Insert Credit December 2022 Art Jam Artist Statement
Your significant other got you a homebrew NES game for Christmas. It’s a Santa-themed Konami-style shooter. It’s kind of a ripoff of Lifeforce (though this audience will probably know it by the name Salamander), but you don’t even care because the first level’s music goes so hard!
DJ Tent Mode’s Big new track drops now!
You can download an mp3 of “Big Santa Energy” here.
You can download an NSF of “Big Santa Energy” here.
The NSF is a ROM that will execute on NES hardware, in an NES emulator, or in an NES music player. I like to use GaMBi on my phone.
The Big Prompt
What do we want? Sleigh bells! What key do we want them in? It doesn’t matter because I don’t think I want them to be too tonal. But we also want this piece to be in 6/8 time because Yuzo Koshiro said the following:
I don’t think I actually wrote a song in 6/8, I am pretty sure it’s in 4/4 with triplet sub-divisions. Still sounds cool and different from what I’ve written in the past.
I also literally do not know what key it is in. I intended to write something in B♭ but I think it’s in some kind of G mode. I’m hoping someone who is better at music theory can look at my notation and tell me what mode or scale it’s in.

Sleigh Bells and 6/8 Time
I’m a sucker for 6/8 time and wrote the arpeggiated intro pretty quickly. I had a hard time with the math for how many notes I needed per pattern and ended up with a 10 measure patter rather than a 4 or 8 measure long which is the disadvantage of only doing your hobbies late at night when you can no longer do fractional math and your brain is like, “60 is what you want!” instead of “Uh, no, you want 12-divisions per measure times 4 measures so 48”. Neither of them are a power of 2 - which is what we mostly work with in music that’s in 4 or in 2 - and it took me longer than I’d like to admit to play around with it and figure out what my pattern size needed to be. This is important because it sets how many measures you have and it’s musically awkward to our Western-music ears if measures aren’t grouped in 4s or 8s.
I also wanted to bring in a few samples again and quickly overdid it with the bass and snare hits I’ve used in the past which were fine, but sounded ironically to “big” for the piece. Then I didn’t find a sleigh bell sample in my kit, so I stuck a cowbell in there and it just sounded bad. I went back to just the noise channel for percussion and thought I’d come back to it later.
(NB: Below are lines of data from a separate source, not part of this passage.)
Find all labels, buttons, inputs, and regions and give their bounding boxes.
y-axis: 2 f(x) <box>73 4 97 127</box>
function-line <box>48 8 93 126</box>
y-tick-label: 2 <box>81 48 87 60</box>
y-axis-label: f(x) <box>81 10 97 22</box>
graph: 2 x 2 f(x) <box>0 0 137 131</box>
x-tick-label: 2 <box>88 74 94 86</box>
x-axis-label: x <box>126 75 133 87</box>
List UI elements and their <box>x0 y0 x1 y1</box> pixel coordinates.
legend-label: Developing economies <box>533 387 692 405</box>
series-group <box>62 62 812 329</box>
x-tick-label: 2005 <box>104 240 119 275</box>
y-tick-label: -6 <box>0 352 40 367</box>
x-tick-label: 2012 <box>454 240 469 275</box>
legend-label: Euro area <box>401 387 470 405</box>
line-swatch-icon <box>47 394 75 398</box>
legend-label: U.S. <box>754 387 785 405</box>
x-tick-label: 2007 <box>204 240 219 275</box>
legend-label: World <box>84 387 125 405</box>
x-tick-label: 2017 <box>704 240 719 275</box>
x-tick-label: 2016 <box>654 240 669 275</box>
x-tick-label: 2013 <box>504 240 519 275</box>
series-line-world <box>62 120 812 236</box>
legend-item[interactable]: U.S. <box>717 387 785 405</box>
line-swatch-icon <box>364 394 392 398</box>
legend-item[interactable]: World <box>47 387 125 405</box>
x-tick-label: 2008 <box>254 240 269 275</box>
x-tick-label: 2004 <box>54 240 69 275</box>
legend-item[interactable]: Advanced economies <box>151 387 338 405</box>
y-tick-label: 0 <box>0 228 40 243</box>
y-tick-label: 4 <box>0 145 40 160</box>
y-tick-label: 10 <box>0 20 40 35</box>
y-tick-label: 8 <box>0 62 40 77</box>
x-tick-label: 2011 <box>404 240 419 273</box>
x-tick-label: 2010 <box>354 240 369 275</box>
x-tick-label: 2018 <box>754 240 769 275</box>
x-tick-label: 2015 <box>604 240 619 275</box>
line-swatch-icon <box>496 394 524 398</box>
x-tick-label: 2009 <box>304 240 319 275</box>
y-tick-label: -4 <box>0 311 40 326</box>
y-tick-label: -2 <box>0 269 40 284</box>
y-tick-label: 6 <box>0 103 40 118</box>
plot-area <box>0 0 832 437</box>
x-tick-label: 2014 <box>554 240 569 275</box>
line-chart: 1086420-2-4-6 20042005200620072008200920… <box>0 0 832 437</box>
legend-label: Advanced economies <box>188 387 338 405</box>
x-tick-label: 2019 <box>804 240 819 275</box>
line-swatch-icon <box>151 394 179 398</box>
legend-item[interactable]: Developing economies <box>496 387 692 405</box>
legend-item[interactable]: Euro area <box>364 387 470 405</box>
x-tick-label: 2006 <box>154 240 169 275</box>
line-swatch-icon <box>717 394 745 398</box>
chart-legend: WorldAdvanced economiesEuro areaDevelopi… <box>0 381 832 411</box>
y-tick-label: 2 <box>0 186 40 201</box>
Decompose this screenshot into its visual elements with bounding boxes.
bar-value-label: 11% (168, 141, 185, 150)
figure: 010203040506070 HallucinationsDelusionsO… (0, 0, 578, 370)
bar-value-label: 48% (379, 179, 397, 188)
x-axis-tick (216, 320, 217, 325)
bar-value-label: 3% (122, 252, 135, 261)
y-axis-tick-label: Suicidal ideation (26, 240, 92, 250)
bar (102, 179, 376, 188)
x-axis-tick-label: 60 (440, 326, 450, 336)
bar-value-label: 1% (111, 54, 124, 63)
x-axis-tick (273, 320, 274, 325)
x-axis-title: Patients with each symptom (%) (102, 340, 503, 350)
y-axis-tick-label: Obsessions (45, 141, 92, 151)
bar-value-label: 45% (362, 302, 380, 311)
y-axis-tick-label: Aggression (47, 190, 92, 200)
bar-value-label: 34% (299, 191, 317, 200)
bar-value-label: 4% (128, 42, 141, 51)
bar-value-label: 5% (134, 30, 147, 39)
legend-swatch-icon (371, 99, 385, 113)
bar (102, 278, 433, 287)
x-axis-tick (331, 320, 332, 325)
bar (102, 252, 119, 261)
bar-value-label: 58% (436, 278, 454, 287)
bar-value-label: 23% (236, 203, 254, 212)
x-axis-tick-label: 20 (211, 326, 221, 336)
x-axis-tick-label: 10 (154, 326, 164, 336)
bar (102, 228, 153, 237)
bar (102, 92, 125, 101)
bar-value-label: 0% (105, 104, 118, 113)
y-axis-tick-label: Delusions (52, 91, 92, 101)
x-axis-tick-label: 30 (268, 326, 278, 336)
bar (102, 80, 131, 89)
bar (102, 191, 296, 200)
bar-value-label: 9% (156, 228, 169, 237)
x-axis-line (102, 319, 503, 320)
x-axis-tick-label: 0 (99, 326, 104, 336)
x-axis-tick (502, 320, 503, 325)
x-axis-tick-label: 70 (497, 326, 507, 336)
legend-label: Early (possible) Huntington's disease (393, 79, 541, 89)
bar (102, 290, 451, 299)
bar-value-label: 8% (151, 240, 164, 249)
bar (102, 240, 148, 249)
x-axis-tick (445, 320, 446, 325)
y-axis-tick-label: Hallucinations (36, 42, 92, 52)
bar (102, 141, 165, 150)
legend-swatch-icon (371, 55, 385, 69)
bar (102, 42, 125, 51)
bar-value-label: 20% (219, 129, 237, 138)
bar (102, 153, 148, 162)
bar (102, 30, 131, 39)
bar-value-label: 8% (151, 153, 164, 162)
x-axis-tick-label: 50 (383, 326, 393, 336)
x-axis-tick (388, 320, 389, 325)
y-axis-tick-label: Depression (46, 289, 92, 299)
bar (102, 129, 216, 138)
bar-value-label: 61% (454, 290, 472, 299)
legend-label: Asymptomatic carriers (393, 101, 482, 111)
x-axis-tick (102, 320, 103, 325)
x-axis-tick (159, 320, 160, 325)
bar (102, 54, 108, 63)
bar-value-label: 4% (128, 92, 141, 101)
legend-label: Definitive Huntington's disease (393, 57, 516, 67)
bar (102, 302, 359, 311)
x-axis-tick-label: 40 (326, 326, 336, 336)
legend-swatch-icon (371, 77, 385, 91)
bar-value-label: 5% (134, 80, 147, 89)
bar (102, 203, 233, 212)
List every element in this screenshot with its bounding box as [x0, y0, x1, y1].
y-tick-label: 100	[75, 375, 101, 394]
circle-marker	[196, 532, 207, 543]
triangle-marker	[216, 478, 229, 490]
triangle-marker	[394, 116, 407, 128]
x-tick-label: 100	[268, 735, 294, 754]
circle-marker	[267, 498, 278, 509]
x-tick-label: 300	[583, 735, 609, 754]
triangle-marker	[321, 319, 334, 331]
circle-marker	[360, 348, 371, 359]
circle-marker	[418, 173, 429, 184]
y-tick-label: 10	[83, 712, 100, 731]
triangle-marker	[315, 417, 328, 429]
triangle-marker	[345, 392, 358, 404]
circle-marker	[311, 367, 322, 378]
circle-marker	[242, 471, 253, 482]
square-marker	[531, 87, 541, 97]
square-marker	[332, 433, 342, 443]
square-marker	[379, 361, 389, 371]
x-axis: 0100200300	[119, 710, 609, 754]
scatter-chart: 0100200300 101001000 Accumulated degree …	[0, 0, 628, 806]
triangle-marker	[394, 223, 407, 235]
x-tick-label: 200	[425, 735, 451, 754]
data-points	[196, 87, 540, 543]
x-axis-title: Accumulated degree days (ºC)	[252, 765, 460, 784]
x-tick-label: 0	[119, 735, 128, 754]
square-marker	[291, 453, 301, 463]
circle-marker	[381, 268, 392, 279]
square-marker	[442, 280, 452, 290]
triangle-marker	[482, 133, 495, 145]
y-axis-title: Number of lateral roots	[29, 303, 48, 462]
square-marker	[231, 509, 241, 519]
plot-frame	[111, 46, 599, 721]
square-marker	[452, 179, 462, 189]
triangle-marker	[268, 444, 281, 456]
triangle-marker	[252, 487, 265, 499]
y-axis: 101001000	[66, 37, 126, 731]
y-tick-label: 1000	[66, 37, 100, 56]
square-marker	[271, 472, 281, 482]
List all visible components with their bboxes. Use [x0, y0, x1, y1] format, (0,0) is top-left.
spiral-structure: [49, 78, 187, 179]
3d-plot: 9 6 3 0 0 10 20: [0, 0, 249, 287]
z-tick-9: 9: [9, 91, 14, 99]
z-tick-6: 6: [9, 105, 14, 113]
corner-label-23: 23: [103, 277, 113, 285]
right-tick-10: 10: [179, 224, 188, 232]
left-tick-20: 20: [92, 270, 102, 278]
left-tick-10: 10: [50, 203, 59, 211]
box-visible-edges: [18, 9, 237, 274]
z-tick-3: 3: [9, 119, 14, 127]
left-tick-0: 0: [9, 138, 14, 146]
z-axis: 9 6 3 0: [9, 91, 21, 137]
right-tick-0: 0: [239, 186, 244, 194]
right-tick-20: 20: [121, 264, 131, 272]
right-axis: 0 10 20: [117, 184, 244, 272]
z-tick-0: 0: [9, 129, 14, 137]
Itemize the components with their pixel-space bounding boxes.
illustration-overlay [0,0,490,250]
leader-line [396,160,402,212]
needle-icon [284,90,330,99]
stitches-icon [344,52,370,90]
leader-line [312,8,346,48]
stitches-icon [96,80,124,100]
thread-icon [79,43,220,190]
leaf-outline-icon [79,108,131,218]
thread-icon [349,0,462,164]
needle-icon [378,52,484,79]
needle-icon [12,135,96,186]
A fascinating discovery I made when I was kinda-sorta doing research by listening to the Mega Man 3 soundtrack is that Bun Bun (et al.) don’t really use any kind of bass drum/kick drum at all in that game. The beats are all subdivided by fast treble-pitched snare proxies in the noise channel without a specific voice to set apart the down beats. Yes, I realize that’s a Capcom house style rather than a Konami house style that I said I was intending to emulate, but I thought it was an interesting thing to notice.
For much of the song’s life I was only using snare patterns on 1346, and I didn’t develop more complex time-keeping until the last few hours or so of work on it.
Santa’s Melody and Music
All of the Big Santa Energy is coming from the sleigh bells. It’s symbolic and I didn’t want to reference any other holiday music beyond that thinking that the bells themselves will style the song with plenty of holiday cheer.
I started with the intro bass line and expected to have that track throughout the whole song to help subdivide the beat, but it’s just too much volume to have it all coming out of the triangle channel. I ended up using the 6-note arpeggio pattern for the intro and the transitions and wrote a very simple bass line with repeated notes and an octave jump to accent the beats.
I was talking last month about how I wanted to try to specifically work with more chords and I did that with intention this month. I do think I ended up with a bigger and louder sound than I normally get because of it. I can’t say I wrote the chords themselves super intentionally beyond writing a simple harmony of the melody on 3rds and 5ths but I think it works out well. The instrumentation with more sustained instruments rather than decayed instruments that I tend to work with also contributed to a fuller sound.
I’m probably the happiest with the interlude in the middle of the piece. I like the chime-like instrumentation and the triplet feel. It seems to be the strongest reference to a Salamander-alike shooter in the piece. I also think I’ve got a personal affectation of large slow chord swells. I did that last month too. But hey, at least I didn’t plagiarize myself this month!
Is DJ Tent Mode on Hiatus?
I have a large life change that begins next month. I’m returning school to do a graduate degree in addition to keeping my full-time job to keep the lights on. I’m proud and excited about it, but I don’t think I’ll have as much time to be such a prolific composer.
But as long as I’m talking about being proud, I’m super proud of what I contributed this year. I went from not really having written any NES music to having composed about an album’s worth of music. I think that’s pretty neat and it’s certainly not anything I had on my list of goals for 2022.
I hope that all of you are also proud of what you contributed this year and feel like you developed in whatever you were working on. I’ve enjoyed everyone’s work.
Hope to post semi-regularly if not monthly.